I slipped through the side door and moseyed out front, where a shiny black Lamborghini was parked catty-corner on the lawn. I’d have had something to say about that, but Caedmon must have done it, since I’d been too out of it last night to drive. I vaguely remembered us starting and stopping and starting and stopping as he slowly figured out this strange Earth conveyance, because the fey don’t carry cell phones to call a cab. And flagging someone down when seven feet tall and dressed like Robin Hood can be a problem.
So he’d decided to just drive us home instead—in our attackers’ car. And for a first-timer, he hadn’t done too badly. He’d even managed to miss the stone frog near the mailbox when he parked it, which I appreciated.

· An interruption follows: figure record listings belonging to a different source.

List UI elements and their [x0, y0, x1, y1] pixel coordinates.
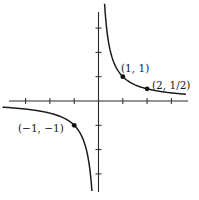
hyperbola-plot: (1, 1) (2, 1/2) (−1, −1) — [0, 0, 199, 200]
point-label-2-half: (2, 1/2) — [152, 79, 190, 91]
data-point — [145, 86, 150, 91]
point-label-1-1: (1, 1) — [121, 62, 149, 74]
point-label-neg1-neg1: (−1, −1) — [18, 122, 64, 134]
data-point — [72, 123, 77, 128]
curve-negative-branch — [3, 107, 92, 191]
data-point — [120, 74, 125, 79]
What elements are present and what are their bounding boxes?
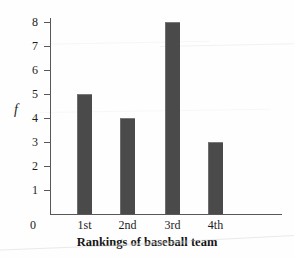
y-axis-tick	[44, 22, 50, 23]
x-axis-tick-label: 2nd	[108, 219, 148, 231]
x-axis-line	[50, 214, 282, 215]
y-axis-tick	[44, 46, 50, 47]
y-axis-tick	[44, 142, 50, 143]
bar-4th	[208, 142, 223, 214]
y-axis-tick-label: 2	[18, 160, 38, 172]
bar-chart-figure: f 87654321 1st2nd3rd4th 0 Rankings of ba…	[0, 0, 294, 258]
x-axis-tick-label: 3rd	[153, 219, 193, 231]
bar-2nd	[120, 118, 135, 214]
y-axis-tick-label: 4	[18, 112, 38, 124]
y-axis-origin-label: 0	[30, 219, 36, 231]
y-axis-tick	[44, 118, 50, 119]
y-axis-tick-label: 5	[18, 88, 38, 100]
x-axis-tick-label: 4th	[196, 219, 236, 231]
y-axis-tick-label: 8	[18, 16, 38, 28]
y-axis-line	[50, 18, 51, 215]
bar-1st	[77, 94, 92, 214]
x-axis-tick-label: 1st	[65, 219, 105, 231]
y-axis-tick	[44, 70, 50, 71]
bar-3rd	[165, 22, 180, 214]
x-axis-title: Rankings of baseball team	[0, 236, 294, 249]
plot-area: f 87654321 1st2nd3rd4th 0 Rankings of ba…	[0, 0, 294, 258]
y-axis-tick	[44, 94, 50, 95]
y-axis-tick	[44, 166, 50, 167]
y-axis-tick-label: 7	[18, 40, 38, 52]
y-axis-tick-label: 3	[18, 136, 38, 148]
y-axis-tick	[44, 190, 50, 191]
y-axis-tick-label: 1	[18, 184, 38, 196]
y-axis-tick-label: 6	[18, 64, 38, 76]
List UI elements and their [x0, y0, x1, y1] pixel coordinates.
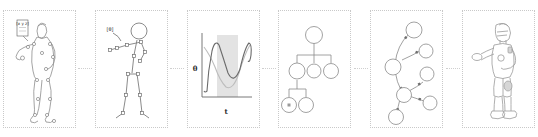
tree-node-leaf-2: [299, 97, 314, 112]
graph-node-1: [385, 59, 401, 75]
tree-node-child-1: [289, 63, 305, 79]
connector-4-5: [354, 68, 368, 70]
graph-node-4: [420, 67, 434, 81]
trajectory-chart: θ t: [188, 11, 259, 127]
vector-label-text: [x y z]: [16, 21, 29, 26]
panel-skeleton-angles: [θ]: [95, 10, 168, 128]
tree-node-child-2: [307, 64, 321, 78]
graph-node-6: [389, 109, 404, 124]
pipeline-figure: [x y z]: [0, 0, 538, 137]
theta-label-text: [θ]: [106, 26, 113, 32]
panel-human-keypoints: [x y z]: [3, 10, 76, 128]
graph-node-5: [423, 96, 437, 110]
chart-ylabel: θ: [192, 64, 197, 73]
theta-label: [θ]: [106, 26, 120, 41]
directed-graph-graphic: [371, 11, 442, 127]
graph-node-0: [406, 22, 422, 38]
connector-2-3: [170, 68, 184, 70]
graph-node-2: [419, 44, 433, 58]
chart-xlabel: t: [224, 107, 228, 116]
connector-5-6: [446, 68, 460, 70]
tree-node-root: [306, 26, 323, 43]
skeleton-graphic: [θ]: [96, 11, 167, 127]
vector-label: [x y z]: [16, 20, 29, 41]
panel-robot: [462, 10, 535, 128]
panel-kinematic-tree: [278, 10, 351, 128]
graph-nodes: [385, 22, 437, 125]
humanoid-robot-graphic: [463, 11, 534, 127]
tree-nodes: [282, 26, 339, 112]
connector-1-2: [78, 68, 92, 70]
connector-3-4: [262, 68, 276, 70]
panel-directed-graph: [370, 10, 443, 128]
graph-node-3: [397, 87, 412, 102]
human-keypoints-graphic: [x y z]: [4, 11, 75, 127]
panel-trajectory-plot: θ t: [187, 10, 260, 128]
kinematic-tree-graphic: [279, 11, 350, 127]
tree-node-child-3: [324, 63, 339, 78]
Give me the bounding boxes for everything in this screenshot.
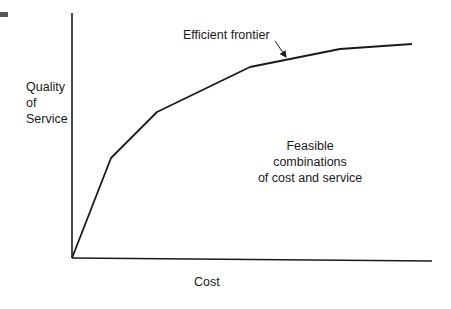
- y-axis-label: Quality of Service: [26, 79, 68, 127]
- frontier-annotation: Efficient frontier: [183, 28, 270, 43]
- feasible-label-line: of cost and service: [245, 170, 375, 186]
- feasible-label-line: Feasible: [245, 138, 375, 154]
- x-axis: [72, 258, 432, 261]
- feasible-region-label: Feasible combinations of cost and servic…: [245, 138, 375, 186]
- chart-plot: [0, 0, 451, 309]
- frontier-arrow: [275, 41, 286, 57]
- y-axis-label-line: Service: [26, 111, 68, 127]
- x-axis-label: Cost: [194, 275, 220, 290]
- y-axis-label-line: Quality: [26, 79, 68, 95]
- feasible-label-line: combinations: [245, 154, 375, 170]
- y-axis-label-line: of: [26, 95, 68, 111]
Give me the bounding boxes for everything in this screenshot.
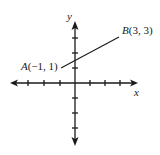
- coordinate-plane: y x A(−1, 1) B(3, 3): [0, 0, 160, 155]
- point-a-label: A(−1, 1): [20, 60, 58, 73]
- x-axis: [10, 80, 138, 87]
- point-b-label: B(3, 3): [122, 24, 153, 37]
- x-axis-label: x: [133, 86, 139, 98]
- segment-ab: [61, 37, 119, 68]
- y-axis-label: y: [66, 10, 72, 22]
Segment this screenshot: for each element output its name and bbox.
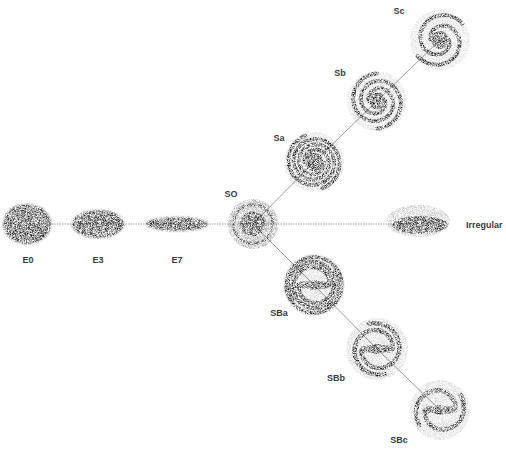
label-irregular: Irregular bbox=[466, 220, 503, 230]
label-sc: Sc bbox=[393, 6, 404, 16]
label-sa: Sa bbox=[273, 133, 284, 143]
galaxy-sb-icon bbox=[347, 71, 407, 131]
label-e3: E3 bbox=[92, 255, 103, 265]
galaxy-irr-icon bbox=[386, 205, 450, 237]
galaxy-s0-icon bbox=[228, 199, 278, 249]
galaxy-sc-icon bbox=[410, 10, 470, 70]
galaxy-sbb-icon bbox=[346, 318, 408, 380]
galaxy-sba-icon bbox=[283, 254, 345, 316]
galaxy-glyphs bbox=[3, 10, 470, 440]
label-sb: Sb bbox=[334, 68, 346, 78]
galaxy-e0-icon bbox=[3, 204, 51, 244]
galaxy-e3-icon bbox=[72, 210, 124, 238]
label-sbb: SBb bbox=[327, 373, 345, 383]
label-e0: E0 bbox=[22, 255, 33, 265]
galaxy-e7-icon bbox=[146, 217, 208, 231]
label-sba: SBa bbox=[270, 308, 288, 318]
hubble-tuning-fork-diagram: E0 E3 E7 SO Sa Sb Sc SBa SBb SBc Irregul… bbox=[0, 0, 506, 455]
galaxy-sa-icon bbox=[284, 132, 344, 192]
label-s0: SO bbox=[224, 189, 237, 199]
diagram-canvas bbox=[0, 0, 506, 455]
label-sbc: SBc bbox=[390, 435, 408, 445]
label-e7: E7 bbox=[171, 255, 182, 265]
galaxy-sbc-icon bbox=[410, 380, 470, 440]
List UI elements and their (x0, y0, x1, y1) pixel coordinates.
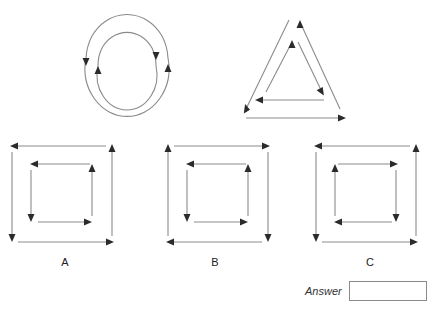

A couple of chop-shop boys I knew would appreciate it, too.
But somebody else didn’t.
“What did you do to my car?” Blondie demanded, from the driver’s seat.
“Is there a problem?”
“You know damned well there’s a problem! It won’t go!”
Purple Hair didn’t say anything, just stood there, all daytime dominatrix in black leather jeans and jacket, and a low-cut silk shirt the same shade as her hair. She checked me out, in my ratty sweats, and her eyes narrowed in judgment.
Or, you know, because I hadn’t bothered to arm myself, and she was wondering why.
“That’s a shame,” I said, glancing at Claire, who had come out of the kitchen, wiping her hands on a flour-dusted apron. “I wonder what’s wrong with it.”
Claire just smiled. It wasn’t a particularly nice expression. But Blondie didn’t seem to notice.
“Damn it! This is brand-new,” he told us furiously. “If you’ve fucked it up—”
A scaly arm reached through the window and jerked him out, because Claire was suddenly beside the car. I blinked. I hadn’t even seen her move.
I guess the vamps hadn’t, either. Because Purple Hair’s hand twitched, in the general direction of her jacket. I tensed, prepared to jump her, but she paused the action, probably realizing that she was about to make things worse.
She had no idea.
So both of us just stood there, watching Blondie kick his heels several inches off the ground, because Claire is a tall drink of water. One who suddenly had a wealth of iridescent purple scales covering one arm. And three-inch talons, shading from black to maroon to milky white, on the newly armored hand.
Guess I knew why she favored sleeveless dresses, I thought, seeing how the finely made scales transitioned seamlessly into the freckled skin of her shoulder.